Non-payment of wages and other dues of workers in the Dheklapara and Duncans gardens are not unique cases. There are many such instances. Samsing tea garden in Dooars, covering an area of 1,200 hectares, after passing through the hands of Duncan Company and Tea King Company, was run by S P Agarwal Company since the 1990s. Irregular payments, non-payment of Company's share of provident fund, non-payment of bonus and irregular supply of rations were regular features of the garden before being closed in 2002 with 2,300 workers jobless. Similar is the story of Bawandanga-Tondu tea garden in Dooars. The garden, after passing through two hands, was taken over by SP Agarwal Company in 1982. The garden was closed in 2003-04. The owner made irregular payment of wages to workers after two or three months before deserting the garden. He left the garden one day, saying that he had to attend a meeting in Siliguri, and sent the closure notice from there.

Of the 273 tea estates surveyed by the labour department of the government of West Bengal, 87 tea estates could not even produce Registration Certificate/Number under Plantation Labour Act,1951, and 116 gardens were found to change ownership in the last 10 years. Forty one tea estates did not deposit any amount towards Provident Fund contribution in 2012-13.
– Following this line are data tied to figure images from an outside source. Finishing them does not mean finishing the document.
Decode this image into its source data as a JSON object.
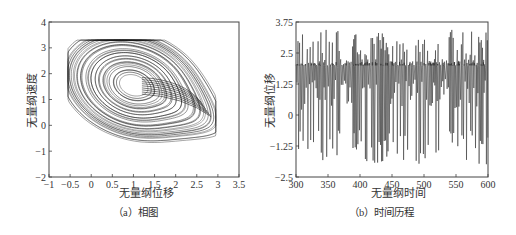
{
  "chart_data": [
    {
      "id": "a",
      "type": "line",
      "subtype": "phase-portrait",
      "caption": "（a）相图",
      "xlabel": "无量纲位移",
      "ylabel": "无量纲速度",
      "xlim": [
        -1,
        3.5
      ],
      "ylim": [
        -2,
        4
      ],
      "xticks": [
        -1,
        -0.5,
        0,
        0.5,
        1,
        1.5,
        2,
        2.5,
        3,
        3.5
      ],
      "xtick_labels": [
        "−1",
        "−0.5",
        "0",
        "0.5",
        "1",
        "1.5",
        "2",
        "2.5",
        "3",
        "3.5"
      ],
      "yticks": [
        -2,
        -1,
        0,
        1,
        2,
        3,
        4
      ],
      "ytick_labels": [
        "−2",
        "−1",
        "0",
        "1",
        "2",
        "3",
        "4"
      ],
      "grid": false,
      "line_color": "#111111",
      "description": "Chaotic attractor: nested spiral orbits centered near (1.0, 1.5), outer envelope spanning x≈-0.5..2.95, y≈-1.1..3.3, with a folded tail reaching toward (2.9, 0.2)",
      "center": [
        1.0,
        1.5
      ],
      "outer_extent": {
        "x": [
          -0.5,
          2.95
        ],
        "y": [
          -1.15,
          3.3
        ]
      },
      "inner_extent": {
        "x": [
          0.7,
          1.4
        ],
        "y": [
          1.2,
          1.85
        ]
      }
    },
    {
      "id": "b",
      "type": "line",
      "subtype": "time-history",
      "caption": "（b）时间历程",
      "xlabel": "无量纲时间",
      "ylabel": "无量纲位移",
      "xlim": [
        300,
        600
      ],
      "ylim": [
        -2.5,
        3.75
      ],
      "xticks": [
        300,
        350,
        400,
        450,
        500,
        550,
        600
      ],
      "xtick_labels": [
        "300",
        "350",
        "400",
        "450",
        "500",
        "550",
        "600"
      ],
      "yticks": [
        -2.5,
        -1.25,
        0,
        1.25,
        2.5,
        3.75
      ],
      "ytick_labels": [
        "−2.5",
        "−1.25",
        "0",
        "1.25",
        "2.5",
        "3.75"
      ],
      "grid": false,
      "line_color": "#222222",
      "description": "Chaotic oscillation; peaks up to ≈3.4, troughs down to ≈-2.0, dense band around 2.0 and 0.5–2.0",
      "value_range": [
        -2.05,
        3.45
      ]
    }
  ]
}
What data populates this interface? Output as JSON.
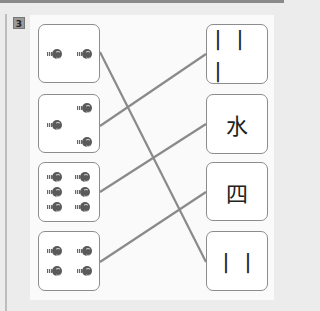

The above instances amply bear out the fly-by-night character of predatory entrepreneurs operating in the tea plantations. Marx's concept of 'primitive accumulation' and Harvey's notion of 'accumulation by dispossession' are the appropriate categories for understanding of the accumulation of capital in the tea industry. It was estimated (2007) that in 154 registered tea gardens in Jalpaiguri district there are about 1,75,000 permanent workers and an almost equal number of bigha (temporary) workers. The distinction between the permanent and temporary workers gets blurred in the light of large scale expropriation of workers in recent years. While characterising the expropriation of people from their soil at the birth of Capital, through the process of primitive accumulation, Marx wrote: "And the history of this, their expropriation, is written in the annals of mankind in letters of blood and fire". The predatory character of capital and multiple deprivations and expropriation of workers and their families in the tea plantations in North Bengal tell a story of 'accumulation by dispossession', a modern variant of 'primitive accumulation'. ooo

(The present article was first presented as a paper in UGC SAP-DRS II Sponsored National Seminar on Condition of Plantation Labour in North Bengal Tea Zone, organised by the Department of Sociology, North Bengal University, on August 29, 2017).

[Acknowledgement: The author is indebted to Swatahsiddha Sarkar for drawing attention to the recent literature on tea plantation workers in India.]